Embryonic stem cells are always a controversial topic, especially when politicians wrangle over whether the government should support the practice of harvesting them. Some argue that only embryonic stem cells are valuable, while others have shown that research employing adult or umbilical-cord-blood stem cells has greater success. This debate is not about facts, however, but about the very nature of the human person.
Recently, the U.S. House of Representatives chose to support a full-scale funneling of tax dollars to pay for the direct killing of human embryos so that their stem cells could be used for research. While you and I might see immediately that such a decision is inhumane, others would tell you that it is the only right thing to do.
Among the many political types, Hollywood figures, and media personalities who advocate killing embryonic children, the argument goes something like this: Extra embryos are not doing anybody any good right now. Using them for scientific research is not only reasonable but necessary in our quest to find cures for such diseases as Parkinson’s and Alzheimer’s. Those fanatics who oppose our position are cruel; they do not want to see suffering relieved.
Of course, there is no evidence that a single research project involving embryonic stem cells has produced a positive result, but even if such evidence existed, we still would not be permitted to kill innocent people for the good of others.
The real, and often overlooked, question is not whether scientists should be using human embryos, but where do all of these “leftover” embryos come from?

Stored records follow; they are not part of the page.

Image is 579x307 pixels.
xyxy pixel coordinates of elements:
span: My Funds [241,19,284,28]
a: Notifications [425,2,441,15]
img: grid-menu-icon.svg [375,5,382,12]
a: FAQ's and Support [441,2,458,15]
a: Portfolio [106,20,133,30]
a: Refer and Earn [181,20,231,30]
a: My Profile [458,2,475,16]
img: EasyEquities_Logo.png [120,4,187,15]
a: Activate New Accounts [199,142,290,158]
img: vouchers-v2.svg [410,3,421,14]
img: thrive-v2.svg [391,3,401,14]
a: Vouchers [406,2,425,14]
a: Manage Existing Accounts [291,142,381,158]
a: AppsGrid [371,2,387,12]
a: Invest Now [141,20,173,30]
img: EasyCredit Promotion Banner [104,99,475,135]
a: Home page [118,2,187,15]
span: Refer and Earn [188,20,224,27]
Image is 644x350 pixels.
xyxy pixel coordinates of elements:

Every year, thousands of infertile couples try to “get pregnant” using various forms of reproductive technology. In vitro fertilization is one of the most popular methods. In every IVF treatment, several embryos are produced using maternal eggs and paternal sperm. A single Petri dish could contain four, five, or more embryonic children, and only one or two of them will be used. Those little ones who are placed in the mother in the hope that they will implant and grow will be those who pass the quality-control test. Only those embryos deemed to be the most promising—that is, free of genetic problems—are used. Those who fail the test wind up in a freezer someplace, or their parents “donate” them to science.
If this sounds strangely macabre to you or makes you feel the least bit uncomfortable, then you may be on to the real problem with current debates over embryonic stem-cell research, for, if there were no IVF therapy, there would be no “leftover” embryos to begin with. The real problem, then, is the process by which these youngest members of the human family come into being. In the world of reproductive technology, each little boy and girl becomes a mechanized product rather than a child conceived through the procreative process designed by the Almighty.

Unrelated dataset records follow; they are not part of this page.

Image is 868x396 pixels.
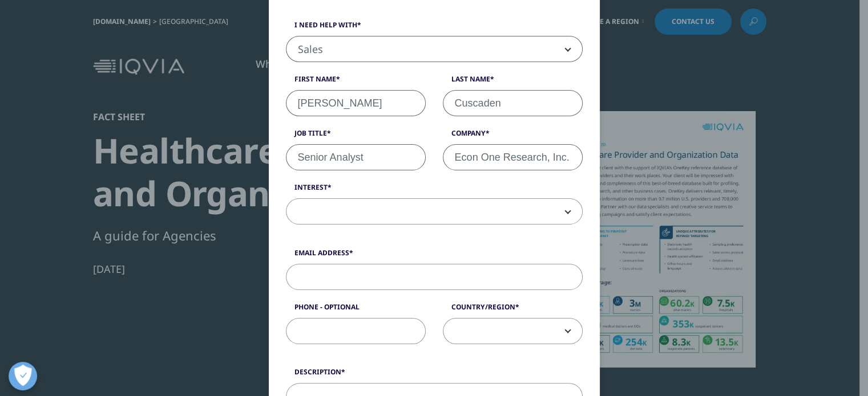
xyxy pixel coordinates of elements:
span: Sales [286,36,582,63]
label: Country/Region [443,302,583,318]
label: Interest [286,182,583,198]
button: Open Preferences [9,362,37,390]
label: Last Name [443,74,583,90]
label: Company [443,129,583,144]
span: Sales [286,36,583,62]
label: Email Address [286,248,583,264]
label: Job Title [286,129,426,144]
label: First Name [286,74,426,90]
label: I need help with [286,20,583,36]
label: Description [286,367,583,383]
label: Phone - Optional [286,302,426,318]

Until those involved in the political rush to “solve” the human-embryo-for-research question address the root cause—IVF—and deal with it by outlawing the procedure, ancillary problems are unsolvable. What is at stake in this debate is not whether the U.S. taxpayer funds the killing of embryonic boys and girls but how man perceives his offspring, now and in the future.
If children are chattel, embryonic-stem-cell research is the tip of the iceberg. If, on the other hand, they are God’s gift to marriage, then nothing should stop us from focusing on all the good reasons why IVF is immoral and should be outlawed.